• Question: why is there are reason for everything

    Asked by jimbob to Áine, Ciarán, Eoin, Lydia, Victoria on 17 Nov 2014.
    • Photo: Lydia Bach

      Lydia Bach answered on 17 Nov 2014:


      Hey Jimbob,

      there isn’t always a reason for everything. In science many things can be subject to randomness or chance!
      For example, genetic mutations which have greatly contributed to the evolution of species can be entirely random and without any reason behind them!

    • Photo: Ciarán O'Brien

      Ciarán O'Brien answered on 18 Nov 2014:


      It depends on how closely you’re looking at the universe too. If you smack a snooker ball off another one, you can predict what angles they’ll hit and what direction they’ll both move afterwards, because they obey certain rules of trigonometry and such. It’s not actually completely certain (you might never predict the angles exactly), but it’s close enough that in every day life the tiny errors don’t really matter.

      But the smaller you get the less certain things become. Electrons, the tiny particles that orbit protons/neutrons which all together make an atom, are very strange and not at all certain. They’re not even moving particles some of the time, they’re a combination of moving particle and waveform, and while they still obey certain rules, those rules are all based on chance, and you can never be certain of the answer. If you get smaller, the answers become less certain and more fuzzy. Quantum physics involves a lot of not being certain at all!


— What you have to do —
Each entry should be restated word for word, with all pictures left out.

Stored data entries
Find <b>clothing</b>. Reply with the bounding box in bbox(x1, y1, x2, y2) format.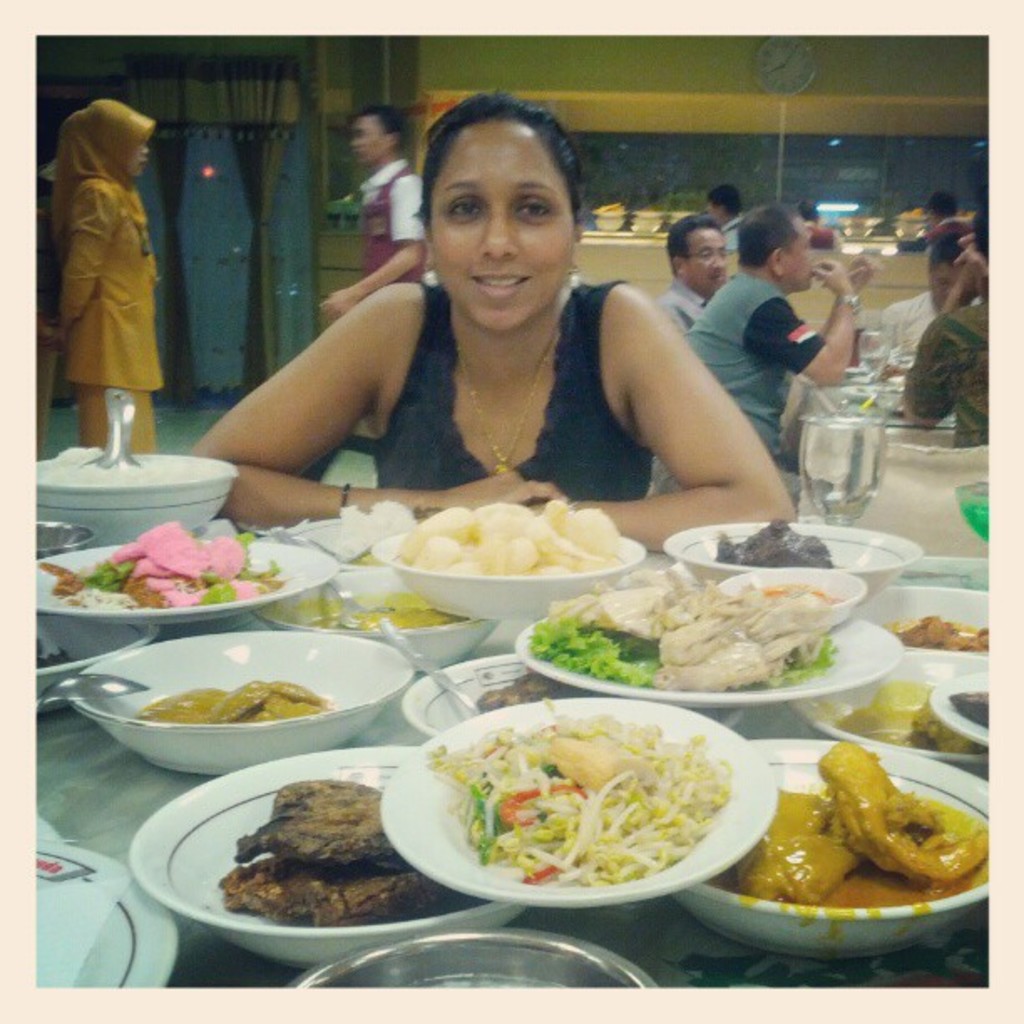
bbox(335, 167, 445, 288).
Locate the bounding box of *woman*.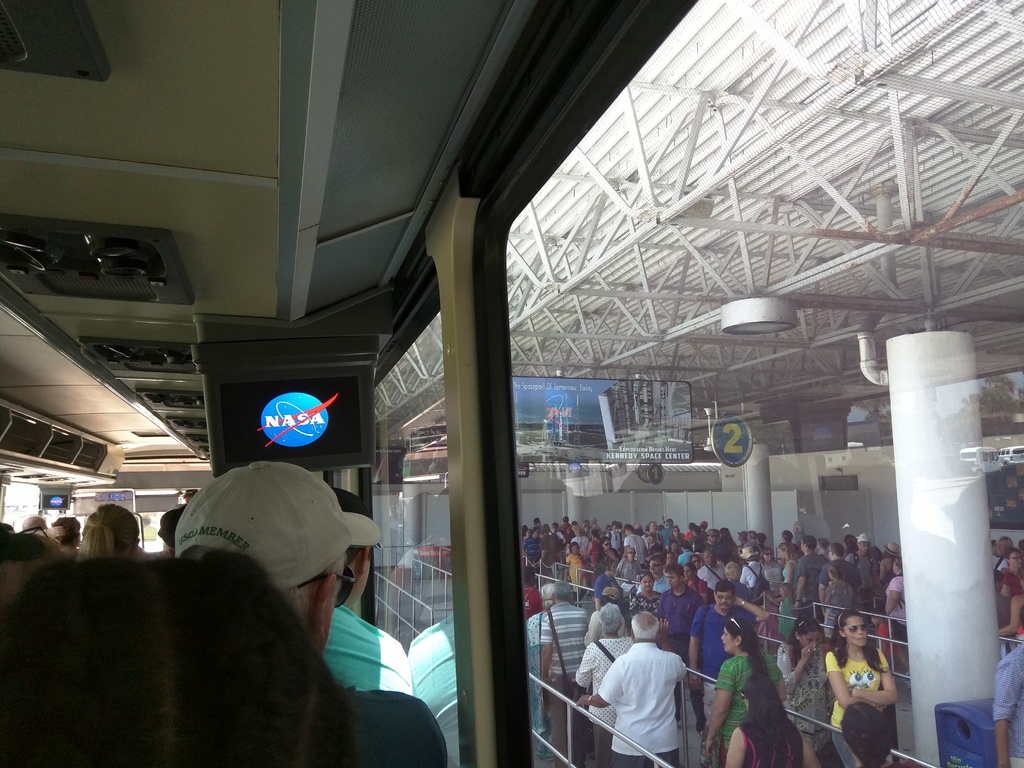
Bounding box: bbox=(626, 573, 664, 620).
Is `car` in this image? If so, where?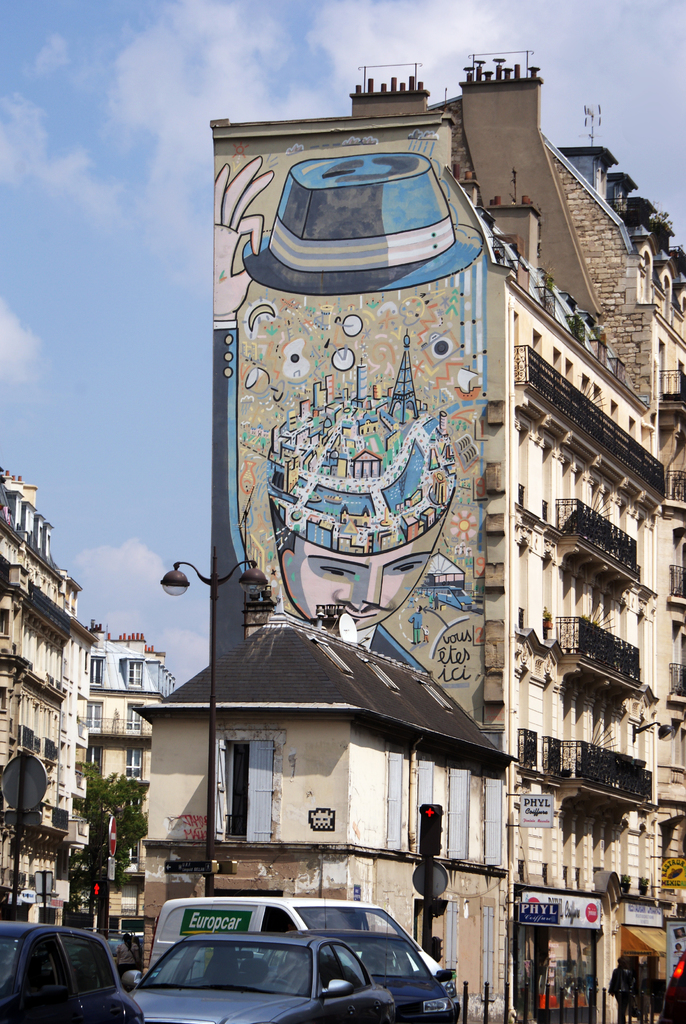
Yes, at 264/928/467/1022.
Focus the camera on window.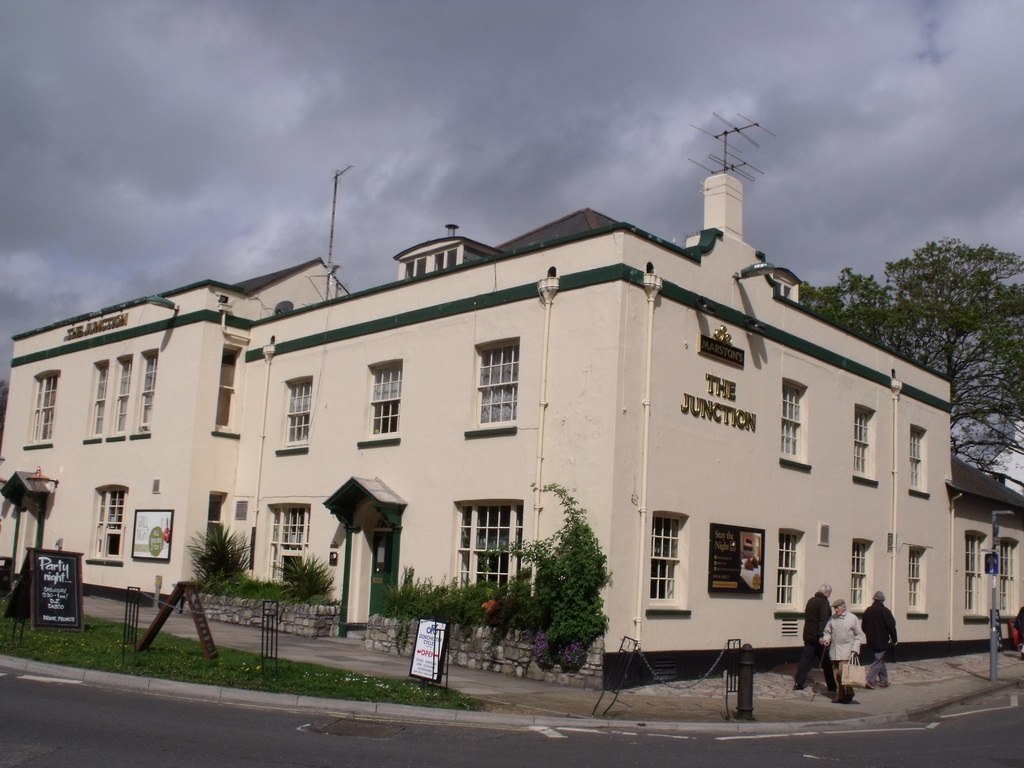
Focus region: region(908, 550, 932, 609).
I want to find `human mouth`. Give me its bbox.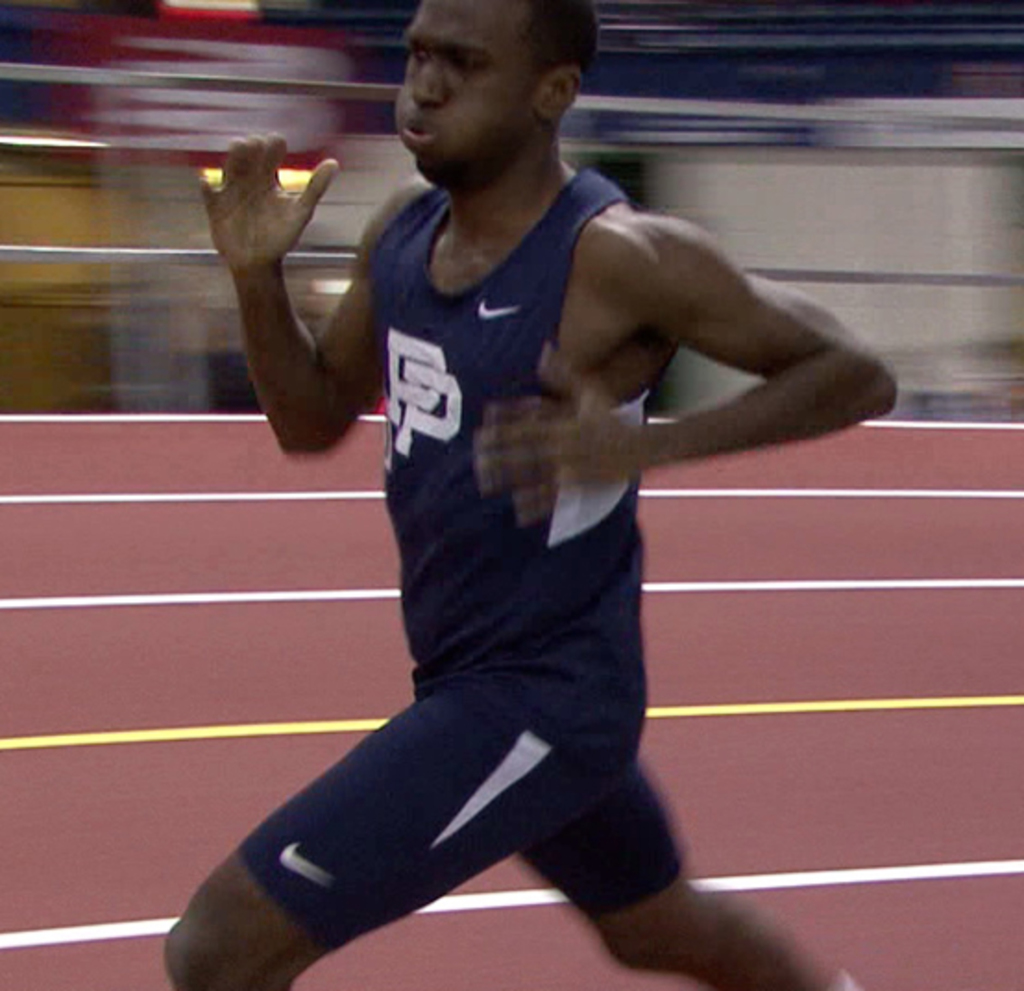
401/120/436/144.
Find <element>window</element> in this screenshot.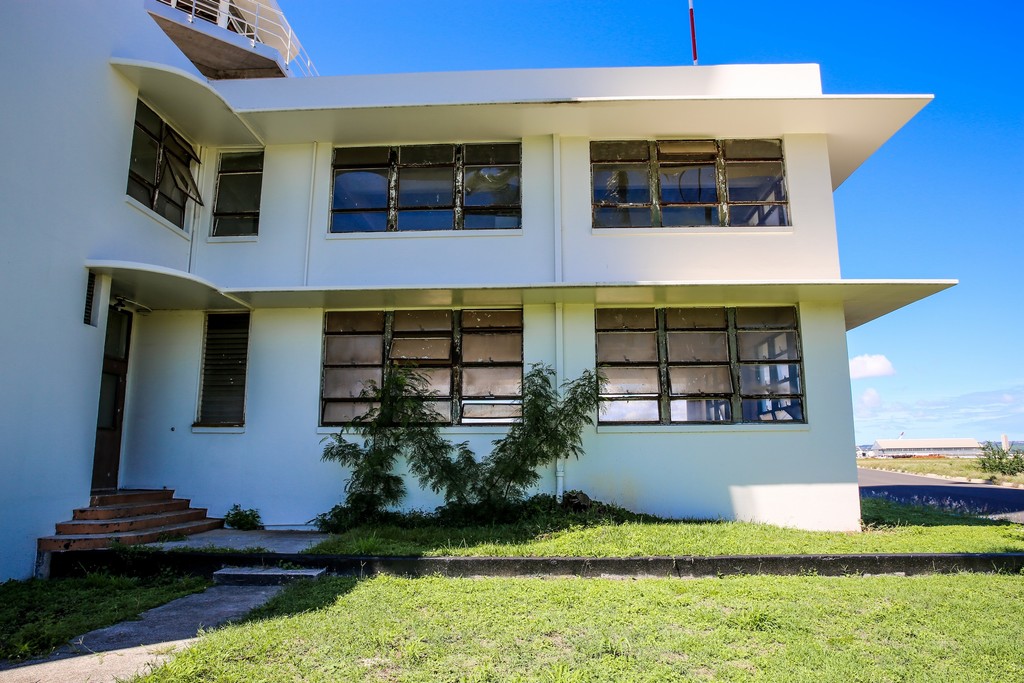
The bounding box for <element>window</element> is <region>82, 269, 104, 325</region>.
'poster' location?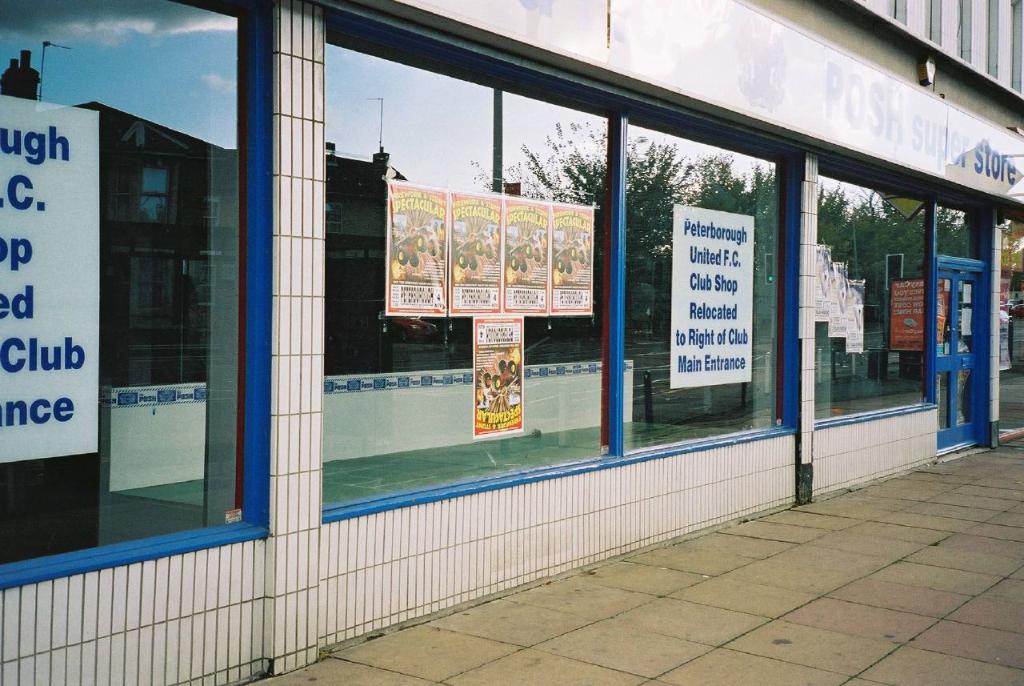
bbox=(674, 200, 755, 391)
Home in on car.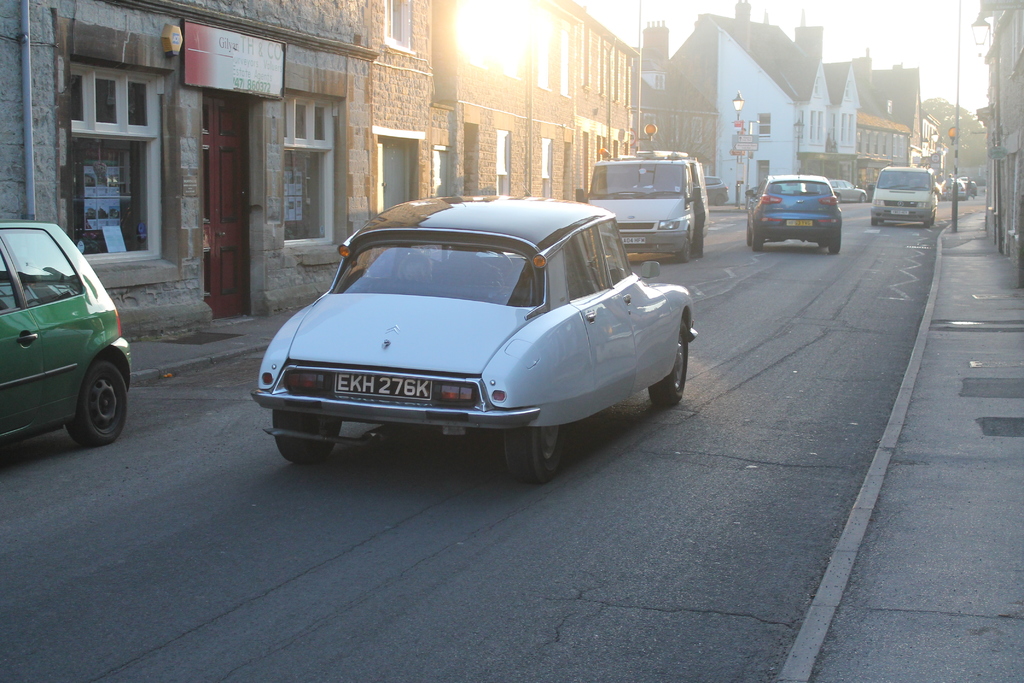
Homed in at bbox(875, 163, 935, 233).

— Answer to the problem —
Find <b>clothing</b>. Reply with the bounding box in bbox(x1, y1, x2, y2) format.
bbox(335, 167, 445, 288).
Locate the bounding box of *woman*.
Bounding box: bbox=(626, 573, 664, 620).
Is `car` in this image? If so, where?
Yes, at 264/928/467/1022.
Focus the camera on window.
Focus region: region(908, 550, 932, 609).
I want to find `human mouth`. Give me its bbox.
401/120/436/144.
Find <element>window</element> in this screenshot.
The bounding box for <element>window</element> is <region>82, 269, 104, 325</region>.
'poster' location?
bbox=(674, 200, 755, 391)
Home in on car.
Homed in at bbox(875, 163, 935, 233).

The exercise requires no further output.